Handshake

Europe is responding to the Trump/Brexit threat by at last trying to do the things many people have been crying out for it to do for ages.

The symbolism is there for all to see. French president, Emmanuel Macron, was not to be beaten. While the UK Prime Minister chose to hold the US President’s hand, Mr Macron squeezed it instead.

When he met President Trump, Shinzo Abe, the Japanese President must have wondered if the US president would ever let go of his hand, Angela Merkel had her shoulders squeezed, Montenegrin prime minister Dusko Markovic was pushed to one side. Indeed, for that matter, when President Elect Trump met President Obama at the White House, thhand_gripe two men seemed hell bent on squeezing the blood out of each other’s hand.

Of course, the business world is no stranger to the idea of hand squeezing – maybe a good tip for a budding entrepreneur is fork out on a wrist builder.

But we are in an era of strong man politics – Mr Putin, Turkey’s Recep Tayyip Erdoğan, Andrzej Duda of Poland, and Rodrigo Duterte of the Philippines.

It feels quite un-digital. The digital ethos of collaboration, and flat management structure, when an organisation tries to empower workers to take risks, is not being reflected in the political environment. Instead, the generation of world leaders are saying to their people ‘trust me, I will look after you’. They are saying to the rest of the world – ‘don’t mess with me.’ It’s the alpha males, the silverback gorillas, the dark maned lions – the rest of us must lie prostrate, grateful for their mercy and protection.

And it’s a message that some loathe. You don’t need a handshake grip cast from steel to succeed in business – by all accounts Sir Richard Branson’s is cast from tissue paper.
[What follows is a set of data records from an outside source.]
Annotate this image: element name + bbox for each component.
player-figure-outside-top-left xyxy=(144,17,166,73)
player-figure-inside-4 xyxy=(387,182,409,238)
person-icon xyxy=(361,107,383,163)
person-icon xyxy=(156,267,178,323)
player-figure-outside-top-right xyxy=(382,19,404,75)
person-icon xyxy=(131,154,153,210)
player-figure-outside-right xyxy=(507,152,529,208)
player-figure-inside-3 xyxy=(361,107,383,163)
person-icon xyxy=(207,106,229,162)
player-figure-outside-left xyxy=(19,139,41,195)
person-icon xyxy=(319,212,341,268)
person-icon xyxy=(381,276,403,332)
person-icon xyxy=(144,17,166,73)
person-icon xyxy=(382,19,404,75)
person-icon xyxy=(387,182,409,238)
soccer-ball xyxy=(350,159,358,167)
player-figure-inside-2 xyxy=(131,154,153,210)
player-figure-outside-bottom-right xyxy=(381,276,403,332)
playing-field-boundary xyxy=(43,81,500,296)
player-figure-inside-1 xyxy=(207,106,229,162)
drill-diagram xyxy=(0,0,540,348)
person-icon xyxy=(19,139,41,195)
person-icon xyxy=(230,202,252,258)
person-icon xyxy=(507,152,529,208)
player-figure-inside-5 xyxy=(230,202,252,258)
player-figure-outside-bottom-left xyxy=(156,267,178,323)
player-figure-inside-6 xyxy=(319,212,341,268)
And in Europe we are seeing a backlash.

Before Brexit we were told that if the US voted to leave the EU, we would see one EU domino fall after another.

But it is possible that Brexit and Trump has led to the opposite effect?

Tests may be coming up in Italy and Austria, where early elections may be called and may throw up an anti-EU leader – but isn’t the message of Mr Trump, shoving the leader of little Montenegro out of the way, that Europe needs unity?

As it happens, Montenegro is not a member of the EU – it’s at the negotiating phase. But one assumes that the cause of EU membership within the country is now much stronger.

And now Mrs Merkel seems to be changing tune. When Nicholas Sarkozy the French President, they used to talk about Merkozy – a two headed beast, half French, half German, a master of procrastination of never acting unless it was absolutely essential.

But now the penny – or is that cent? – has dropped. It is absolutely essential that the EU no longer procrastinates.

Mrs Merkel was in Munich on Sunday – 29th May – Europe needs “to really take our fate into our own hands” she said, from a beer tent, adding: “The era in which we could fully rely on others is over to some extent. That’s what I experienced over the past several days.” And that it would be “naïve” to “always depend on others to resolve problems in our neighbourhood.”

So, that’s Mrs Merkel.

Meanwhile the other half of the new beast: Merkon, the French President, was meeting Vladimir Putin. The Frenchman was not shy about talking human rights in Russia – and gay rights in Chechnya, and talking about red lines concerning the use of chemical weapons in Syria.

As for his handshake with Mr Trump, he said "My handshake with him, it's not innocent. It's not the alpha and the omega of politics, but a moment of truth."

The truth is, though, that the EU has to come closer together in order to survive. In fairness to some members of the Brexit camp, the single most compelling argument made in favour of Brexit was that it was in the UK’s interests for the EU to be successful, that it would only succeed if it came closer together, and the UK’s membership of the EU was stopping this from happening.

In or out of the EU, the UK can still play a crucial role. As more EU countries look towards spending two per cent of their GDP on defence, and as even non-NATO members such as Sweden and Finland, talk about a common EU defence policy, the UK, which sits at position seven in the league of the world’s biggest spenders on defence – but whose defence related infrastructure puts her far higher up the table in terms of importance – can play a key role. Indeed, Germany, France and co. want Britain to play a key role.

Unfortunately, we are set to enter an era when spending on defence worldwide is going to rise.

Of course, Mr Trump might claim that this is all he wanted to achieve, that by taking the approach he has taken, he has forced European leaders to take their NATO role more seriously – but much of the world that has not yet opted for the alpha male approach to leadership, has reacted to the latest Trumpisms with revulsion.

The US will come in from the cold eventually, there will be a reaction against the Trump approach in the US, just as there is the Europe.

The UK needs to ensure it does not enter the cold, and let an even bigger gulf with the EU emerge – that really would be a disaster.